To Browne, art had little value if it wasn’t rooted, in some way, to nature.  “When I hear the words ‘non-objective,’ ‘intra-subjective,’ ‘avant-garde’ and such trivialities, I run.  There is only visible nature.” 

And yet, Browne was certainly thought of as one of the leading avant-garde artists of his day.  How do you solve a riddle like Byron Browne?

Perhaps we shouldn’t even try.  After all, what good is a world without men who teach themselves the bagpipes and march across sand dunes in full highland fling.  In a ham and eggs world, it’s good to know there was room for someone like Browne whose total daily intake, according to his wife, consisted of a quart of milk, a head of lettuce, a box of cornmeal and some raisins.

Byron Browne died at the young age of 54 on Christmas Day, when we traditionally celebrate birth.  After his untimely death his wife resumed the painting career she had put on hold.

Tradition vs. Eccentricity. Old vs. New.  Yin-Yang, Byron Browne.  His story was much too short.

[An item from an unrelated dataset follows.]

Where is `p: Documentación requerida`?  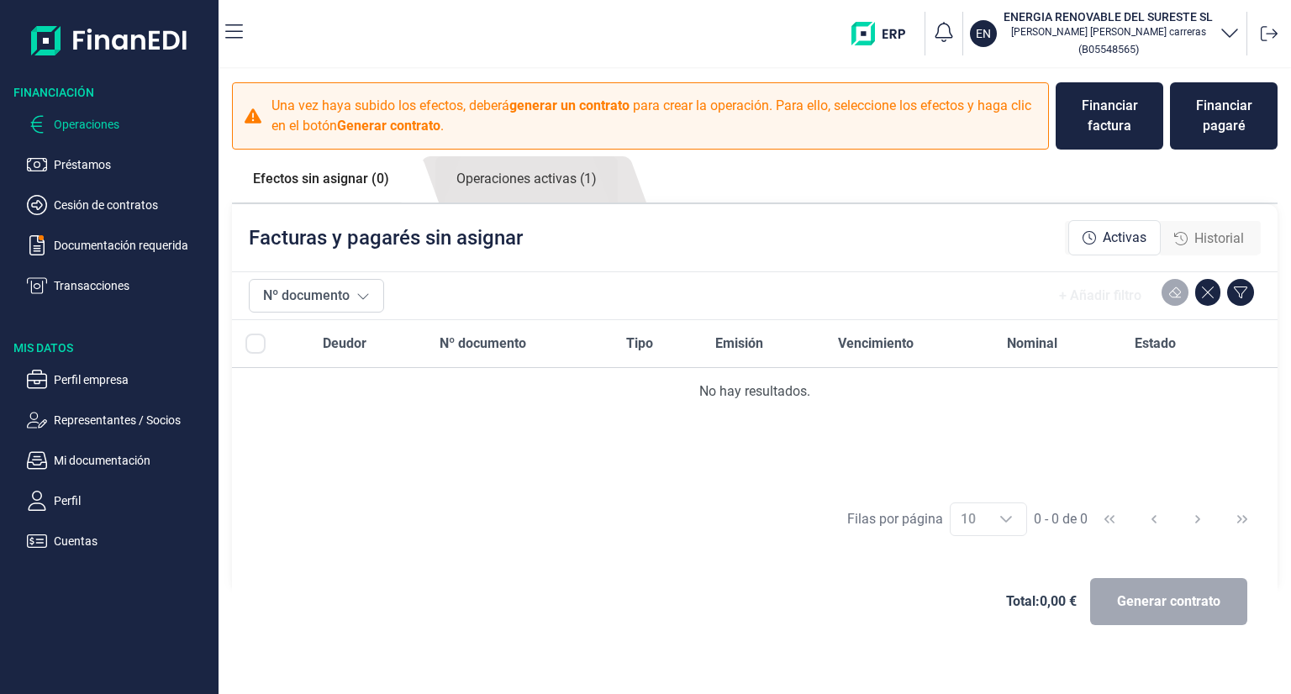 p: Documentación requerida is located at coordinates (133, 245).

Canton Museum of Art Permanent Collection • Purchased by the Canton Museum of Art, 87.1

 
 

4 Ways to Sound Smart When Viewing at The Canton Museum of Art


1.
“He helped found the American Abstract Artists organization, but the Abstract Expressionists of his day didn’t think his work was abstract enough.  Sometimes you can’t win.”

2.
“He once picketed the Museum of Modern Art for not being modern enough.  Sometimes you can’t win.”

3.
“He despised the word ‘avant-garde’ but was thought of as one of the leading avant-garde artists of his day.  Sometimes you can’t win.”

4.
“The Museum of Modern Art held a major exhibition of his work in 1951.  Sometimes you win.”


 

Byron Browne Timeline. Scroll over images to see timeline.